Digital Evolution?

On July 9, the internationally respected Sunday Times (of London) published an article by Richard Woods on the digital revolution.1 Interestingly, the article divided consumers of technology into two “planets”-the “digital natives” and the “digital immigrants”-and offered a surprise connection to evolution. As examples of the division, a 20-year-old university student and her mother were used.

While the article was interesting and much of the argument made was probably true, the research was merely anecdotal. What was more interesting to me was the gratuitous and unnecessary use of the word “evolution” in the article. The introduction of the term “evolution” added nothing to the author's thesis, and its omission would not have undermined what the writer had to say.

The thrust of the argument was that the 20-year-old's response to the digital technology of today was different to that of someone in her 50s. The 20-year-old was a user of blogs, iTunes and digital mobile phones, for example. Indeed, when she left her mobile phone at home one day, she felt the need to return five miles to get it rather than exist without it.

The older lady was described as being equally proficient with the technology, but not “native” to it. She was more likely to use the internet the same way now as she had when first going online seven years ago. She was differently connected to the digital age.

Some of this would appear to be undeniable. There is no doubt that my children do not use modern technology in the same way as I do. Yet I consider myself technologically proficient. I carry my handheld pc with me, access my emails by GPRS link, and synchronise regularly with both workplace and home networks. I program my own web apps in PHP. Yet I cannot understand the strange language my children use in their text messaging-a language and syntax, incidentally, which better transcend the Atlantic divide than my language, but which raises a far greater generational communications barrier.

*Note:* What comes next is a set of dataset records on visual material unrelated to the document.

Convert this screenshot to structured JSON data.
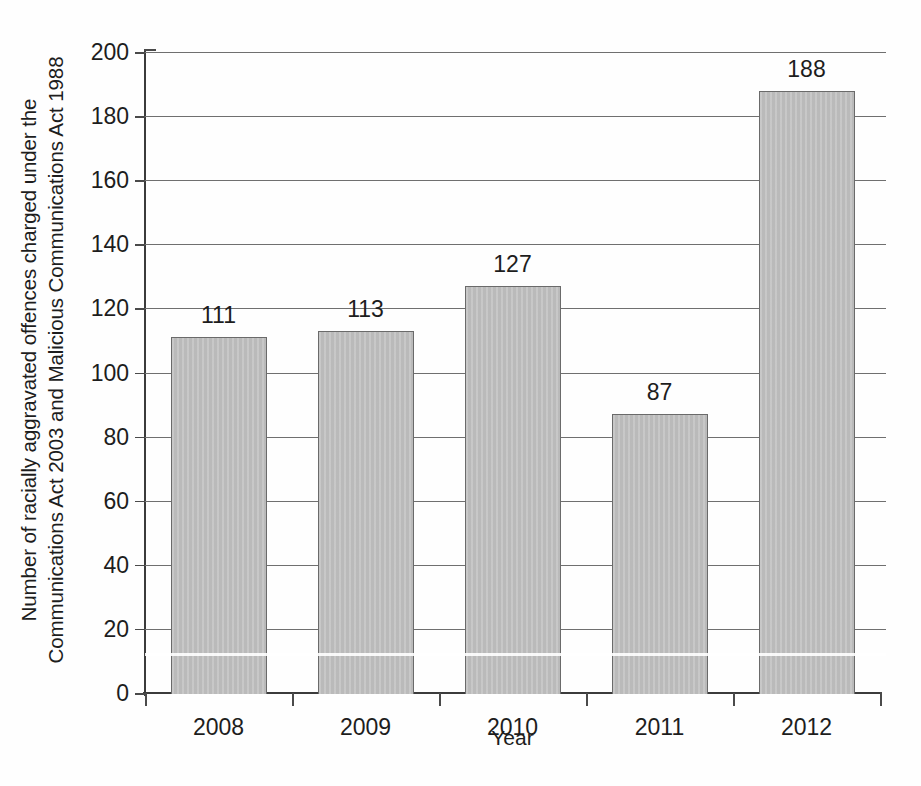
{
  "chart_data": {
    "type": "bar",
    "title": "",
    "categories": [
      "2008",
      "2009",
      "2010",
      "2011",
      "2012"
    ],
    "values": [
      111,
      113,
      127,
      87,
      188
    ],
    "data_labels": [
      "111",
      "113",
      "127",
      "87",
      "188"
    ],
    "xlabel": "Year",
    "ylabel_lines": [
      "Number of racially aggravated offences charged under the",
      "Communications Act 2003 and Malicious Communications Act 1988"
    ],
    "ylabel": "Number of racially aggravated offences charged under the Communications Act 2003 and Malicious Communications Act 1988",
    "ylim": [
      0,
      200
    ],
    "ytick_step": 20,
    "ytick_labels": [
      "0",
      "20",
      "40",
      "60",
      "80",
      "100",
      "120",
      "140",
      "160",
      "180",
      "200"
    ],
    "ytick_values": [
      0,
      20,
      40,
      60,
      80,
      100,
      120,
      140,
      160,
      180,
      200
    ],
    "grid": true,
    "grid_axis": "y",
    "legend": false,
    "legend_position": "none",
    "bar_color": "#bdbdbd",
    "bar_edge_color": "#6a6a6a",
    "axis_color": "#3b3b3b",
    "grid_color": "#6f6f6f",
    "text_color": "#1d1d1d",
    "background_color": "#ffffff"
  }
}
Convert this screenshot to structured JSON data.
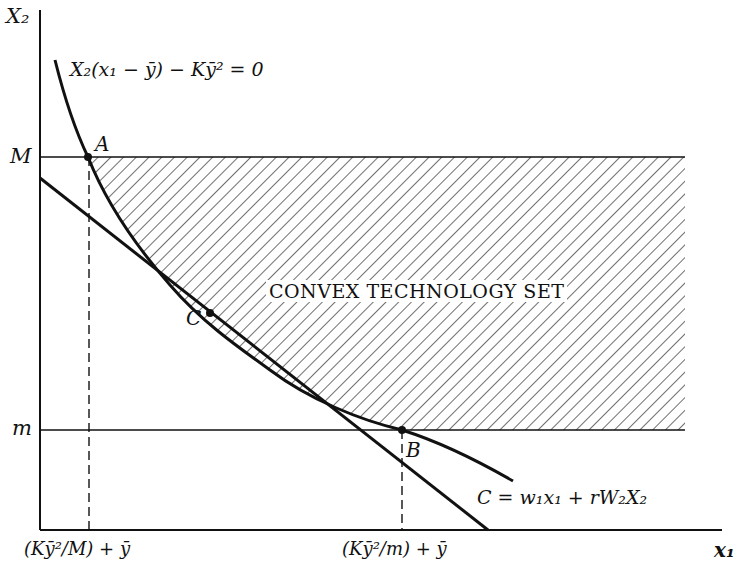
{
  "figure": {
    "type": "economics diagram",
    "axes": {
      "y_label": "X₂",
      "x_label": "x₁"
    },
    "y_ticks": [
      {
        "label": "M",
        "meaning": "upper bound on X2"
      },
      {
        "label": "m",
        "meaning": "lower bound on X2"
      }
    ],
    "x_ticks": [
      {
        "label": "(Kȳ²/M) + ȳ",
        "at_point": "A"
      },
      {
        "label": "(Kȳ²/m) + ȳ",
        "at_point": "B"
      }
    ],
    "curve_label": "X₂(x₁ − ȳ) − Kȳ² = 0",
    "line_label": "C = w₁x₁ + rW₂X₂",
    "region_label": "CONVEX TECHNOLOGY SET",
    "points": [
      {
        "name": "A",
        "label": "A"
      },
      {
        "name": "B",
        "label": "B"
      },
      {
        "name": "C",
        "label": "C"
      }
    ]
  },
  "colors": {
    "ink": "#111111",
    "background": "#ffffff"
  }
}
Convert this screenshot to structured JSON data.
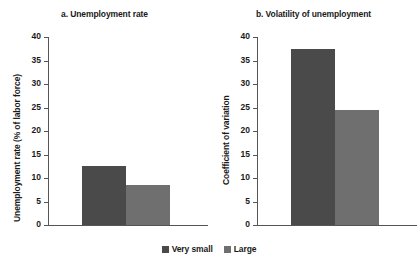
{
  "chart_data": {
    "type": "bar",
    "title": "",
    "categories": [
      "Very small",
      "Large"
    ],
    "legend": [
      "Very small",
      "Large"
    ],
    "legend_position": "bottom-center",
    "grid": false,
    "colors": {
      "very_small": "#4a4a4a",
      "large": "#6f6f6f"
    },
    "panels": [
      {
        "id": "a",
        "title": "a. Unemployment rate",
        "xlabel": "",
        "ylabel": "Unemployment rate (% of labor force)",
        "ylim": [
          0,
          40
        ],
        "yticks": [
          0,
          5,
          10,
          15,
          20,
          25,
          30,
          35,
          40
        ],
        "ytick_labels": [
          "0",
          "5",
          "10",
          "15",
          "20",
          "25",
          "30",
          "35",
          "40"
        ],
        "series": [
          {
            "name": "Very small",
            "value": 12.6
          },
          {
            "name": "Large",
            "value": 8.5
          }
        ]
      },
      {
        "id": "b",
        "title": "b. Volatility of unemployment",
        "xlabel": "",
        "ylabel": "Coefficient of variation",
        "ylim": [
          0,
          40
        ],
        "yticks": [
          0,
          5,
          10,
          15,
          20,
          25,
          30,
          35,
          40
        ],
        "ytick_labels": [
          "0",
          "5",
          "10",
          "15",
          "20",
          "25",
          "30",
          "35",
          "40"
        ],
        "series": [
          {
            "name": "Very small",
            "value": 37.4
          },
          {
            "name": "Large",
            "value": 24.5
          }
        ]
      }
    ]
  }
}
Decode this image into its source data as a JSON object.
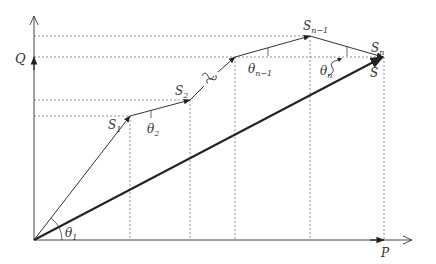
{
  "diagram": {
    "type": "vector-path-decomposition",
    "axes": {
      "x_label": "P",
      "y_label": "Q"
    },
    "points": [
      {
        "id": "S1",
        "base": "S",
        "sub": "1"
      },
      {
        "id": "S2",
        "base": "S",
        "sub": "2"
      },
      {
        "id": "Sn-1",
        "base": "S",
        "sub": "n−1"
      },
      {
        "id": "Sn",
        "base": "S",
        "sub": "n"
      }
    ],
    "resultant_label": "S",
    "angles": [
      {
        "id": "theta1",
        "base": "θ",
        "sub": "1"
      },
      {
        "id": "theta2",
        "base": "θ",
        "sub": "2"
      },
      {
        "id": "thetan-1",
        "base": "θ",
        "sub": "n−1"
      },
      {
        "id": "thetan",
        "base": "θ",
        "sub": "n"
      }
    ],
    "colors": {
      "line": "#333333",
      "thick": "#222222",
      "dotted": "#777777"
    }
  }
}
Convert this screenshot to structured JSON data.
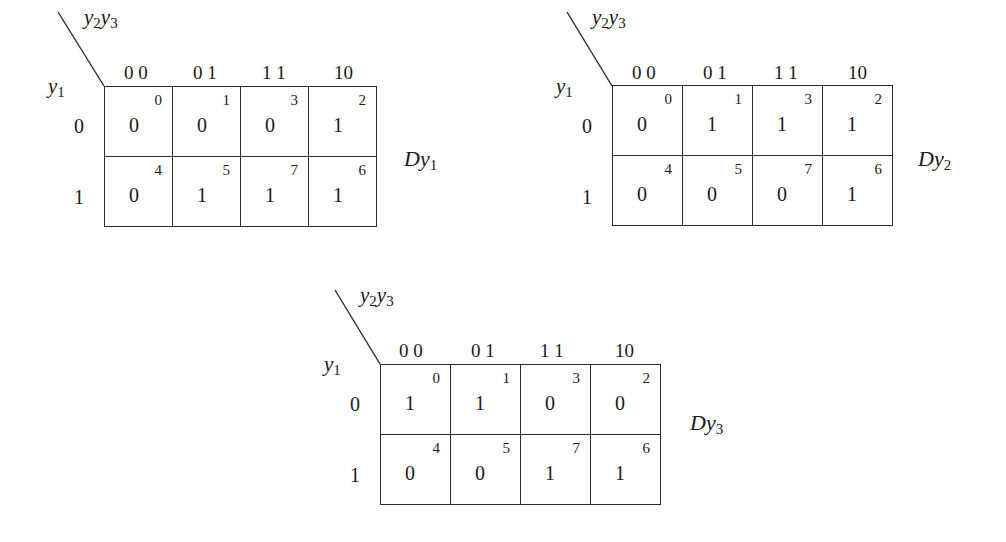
{
  "maps": [
    {
      "function_label": "Dy",
      "function_sub": "1",
      "col_var": {
        "a": "y",
        "a_sub": "2",
        "b": "y",
        "b_sub": "3"
      },
      "row_var": {
        "a": "y",
        "a_sub": "1"
      },
      "col_headers": [
        "0 0",
        "0 1",
        "1 1",
        "10"
      ],
      "row_headers": [
        "0",
        "1"
      ],
      "cells": [
        [
          {
            "value": "0",
            "index": "0"
          },
          {
            "value": "0",
            "index": "1"
          },
          {
            "value": "0",
            "index": "3"
          },
          {
            "value": "1",
            "index": "2"
          }
        ],
        [
          {
            "value": "0",
            "index": "4"
          },
          {
            "value": "1",
            "index": "5"
          },
          {
            "value": "1",
            "index": "7"
          },
          {
            "value": "1",
            "index": "6"
          }
        ]
      ]
    },
    {
      "function_label": "Dy",
      "function_sub": "2",
      "col_var": {
        "a": "y",
        "a_sub": "2",
        "b": "y",
        "b_sub": "3"
      },
      "row_var": {
        "a": "y",
        "a_sub": "1"
      },
      "col_headers": [
        "0 0",
        "0 1",
        "1 1",
        "10"
      ],
      "row_headers": [
        "0",
        "1"
      ],
      "cells": [
        [
          {
            "value": "0",
            "index": "0"
          },
          {
            "value": "1",
            "index": "1"
          },
          {
            "value": "1",
            "index": "3"
          },
          {
            "value": "1",
            "index": "2"
          }
        ],
        [
          {
            "value": "0",
            "index": "4"
          },
          {
            "value": "0",
            "index": "5"
          },
          {
            "value": "0",
            "index": "7"
          },
          {
            "value": "1",
            "index": "6"
          }
        ]
      ]
    },
    {
      "function_label": "Dy",
      "function_sub": "3",
      "col_var": {
        "a": "y",
        "a_sub": "2",
        "b": "y",
        "b_sub": "3"
      },
      "row_var": {
        "a": "y",
        "a_sub": "1"
      },
      "col_headers": [
        "0 0",
        "0 1",
        "1 1",
        "10"
      ],
      "row_headers": [
        "0",
        "1"
      ],
      "cells": [
        [
          {
            "value": "1",
            "index": "0"
          },
          {
            "value": "1",
            "index": "1"
          },
          {
            "value": "0",
            "index": "3"
          },
          {
            "value": "0",
            "index": "2"
          }
        ],
        [
          {
            "value": "0",
            "index": "4"
          },
          {
            "value": "0",
            "index": "5"
          },
          {
            "value": "1",
            "index": "7"
          },
          {
            "value": "1",
            "index": "6"
          }
        ]
      ]
    }
  ]
}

But where does evolution fit into this comparison? The question is pertinent, because the Sunday Times article was entitled “The Next Step in Brain Evolution.” Woods says that the behaviour of the younger, digital generation “may even be the next step in evolution, transforming brains and the way we think”.

The transformation in the way we think is undeniable. One of Woods's interviewees rightly generalises thus: “Children today are multitasking left, right and centre-downloading tracks, uploading photos, sending emails. It's non-stop. They find sitting down and reading, even watching TV, too slow and boring. I can't imagine many kids indulging in one particular hobby, such as bird-watching, like they used to.”

Yet, I cannot accept this interviewee's opinion. Anecdotally, I know that my daughter can spend hours surfing (on waves, though, not the Internet!) and fishing for crabs. Both my sons can spend hours writing long stories. And on multitasking, single-parents like me are used to juggling laundry, cooking, children's homework, and work-related phone calls, without (much) complaint! Woods even has his own interviewees who disagree with the thrust of his argument: “I bet you during the England-Sweden World Cup game people's attention span wasn't any shorter than it might have been before,” says one.

Even the experimental data, suggesting an increase in IQs in the digital age, is suspect. Another of Woods's commentators shows that this is not proof of increasing intelligence, otherwise we would conclude “that people 100 years ago were all morons.”

Woods is left arguing that our brains are being transformed because our thinking processes are no longer restricted just to our heads-part of our thinking is now done on our computers, mobile phones, PDAs, etc.

Yet, while this behavioural change may be true, and I see no reason to doubt it, it does not constitute evolution in the molecules-to-man sense. It does not even involve natural selection or generate new species. Was a new species of humans created when people started riding horses? Surely our behaviour changed remarkably with the mass production and easy availability of automobiles. How revolutionary or evolutionary was the invention of the printing press, with the resultant revolution in information technology that the rapid publication of books brought about?

Articles examining society's reactions to the new technologies are of benefit. Woods's article has certainly hit on something that I think we need to address. Moreover, this discussion has not even addressed the issue of whether the changes reported are a step upwards or a step downwards. There are some suggestions that increased use of digital technologies may be causing memory loss, or reduction of attention span. But this is not an example of evolution, and there seems no reason for including the concept, except for the purpose of somehow giving dubious “scientific” respectability to it. The reader can recognise many truths behind the ways of thinking described in the article and is therefore coerced into imagining that this constitutes evidence for evolution. Yet if the article had been written by a creationist, it would have been little different, save for title and the false evolutionary connection.

Jesus Christ talked of recognising the “signs of the times” (Matthew 16:3), and thus an analysis of societal changes is worthwhile. But it is disingenuous to see such changes as evidence of evolution.

Footnotes

  1. Woods, Richard, Report: The Next Step in Brain Evolution, Sunday Times, July 9, 2006; www.timesonline.co.uk/article/0,,2101-2256968,00.html.